Slow Burning Rage – Slow Burning Rage Review

Whatever, it’s 2022. I was gonna wish you a happy holiday season, but look, this review really got away from me.1 Released smack-dab in the middle of list season and one of many features I attempted to enliven with my superior good taste, Slow Burning Rage had to resort to being a backburner. Technically, this is my first review of 2022, but it feels retrogressive to say that about a 2021 release, so I’ll defer and proudly proclaim it on some other unsuspecting release with this rage slowly burning in the back of my mind. Enough about my own procrastination – what’s the deal with Slow Burning Rage?

Slow Burning Rage is a one-man crew consisting of multi-instrumentalist Ryan Parrish, who you may know as the former drummer of melodeath heavyweights Darkest Hour, as well as other varying acts like Iron Reagan, Mammoth Grinder, City of Caterpillar, and Bleach Everything (to name a few). What can you expect from Slow Burning Rage, then? Well, for as varied and crazy as his resume is, it’s nothing like any of his acts. Slow Burning Rage’s self-titled debut, deemed “jazz sludge” by the promo gods, has the workings of an instrumental Thecodontion-meets-Miles Davis-meets-Tim Hecker melting pot that isn’t mixed all the way. Also channeling the likes of online project Nahvalr in its revolving door of contributors,2 wild directions, and blatant inconsistencies, Slow Burning Rage is nevertheless a tantalizing listen.
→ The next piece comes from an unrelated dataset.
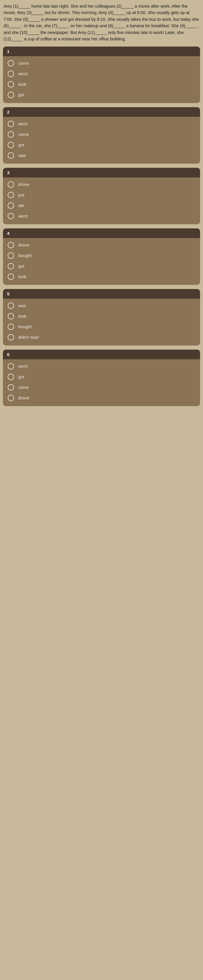 This screenshot has width=203, height=980. Describe the element at coordinates (24, 184) in the screenshot. I see `option-label-q3-0: drove` at that location.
Slow Burning Rage, as perhaps its name suggests, is a slow burn. It doesn’t bludgeon your skull with riffs, nor does it impress with its jazzy technicality. It’s a lumbering beast, and one in which atmosphere is front and center. The most energy that punches through this is the sax and mathy drum freakout the graces opener “Agonal Gasp,” but from there, Parrish keeps things slow and moody. Parrish shows his drummer’s colors in an emphasis on rhythm, that aside from the ambient tracks, each track is firmly grounded by bass and percussion, such as the mathy “Agonal Gasp,” brimming “El Tio (Curse of the Caves),” smooth “The Slow Burn of Madmartigan,” and the pulsing sludge/doom “Scaphism (Two Boats).” Through these and more ambient takes like “A.L.A.S.” and “Transience,” post-punk-ish apathy pours from every movement, recalling acts like Have a Nice Life or Wreck and Reference. Each track offers its own insanity, anchored by a firm grasp on movements and songwriting.

That being said, the last three tracks see Slow Burning Rage flying off the rails. “Transience,” “Dark Thunder…,” and “…Crystal Nebula” are entirely electronic ambient affairs with minimalistic percussion gracing the background, little differentiating them – why, then, are they three separate tracks? As a whole, just as Have a Nice Life members’ Nahvalr ”open-sourced” black metal project, there is little connecting Slow Burning Rage’s vast platter of shenanigans. While the promo states that Parrish’s expertise in world-building is noteworthy, the album is just so all over the place that it’s difficult to tell exactly what world is being built here. In terms of jazz, Zaäar-esque sax freakouts only appear in “Agonal Gasp,” while sludge riffs only appear in “Scaphism (Two Boats),” while the brooding bass-driven graces “The Slow Burn of Madmartigan” and “El Tio (Curse of the Caves)” and the album is bogged down with Tim Hecker-esque ambient tracks that serve little purpose. Simply put, Slow Burning Rage’s variety is a blessing and a curse.

I suppose Slow Burning Rage accomplishes exactly what it hopes to do with its debut. Ryan Parrish offers us a range of his abilities and collaborators’ respective input, and while that inconsistency shows, it’s an appetizer. This adds greater emphasis to whatever Parrish and company have in store next, because as “…Crystal Nebula” closes out I find myself hungry for more and disappointed with a few samples. While mostly instrumental, I didn’t find myself wanting for them, nor did I feel like the thirty-one minute runtime was too long or too short. Ultimately, while featuring some veteran blood and plenty of promise, Slow Burning Rage lacks the cohesion needed to play with the big boys. Is it enjoyable? Absolutely. Weird as fuck? Oh yeah. Worth my procrastination? Not sure.


Rating: 2.5/5.0
DR: 6 | Format Reviewed: 320 kbps mp3
Label: Self-Released
Website: slowburningrage.bandcamp.com
Releases Worldwide: December 17th, 2021

Show 2 footnotes

  1. I mean, not like Eldritch Elitist and Cryptic Shift, but still.
  2. Seriously, check out the credits on this thing.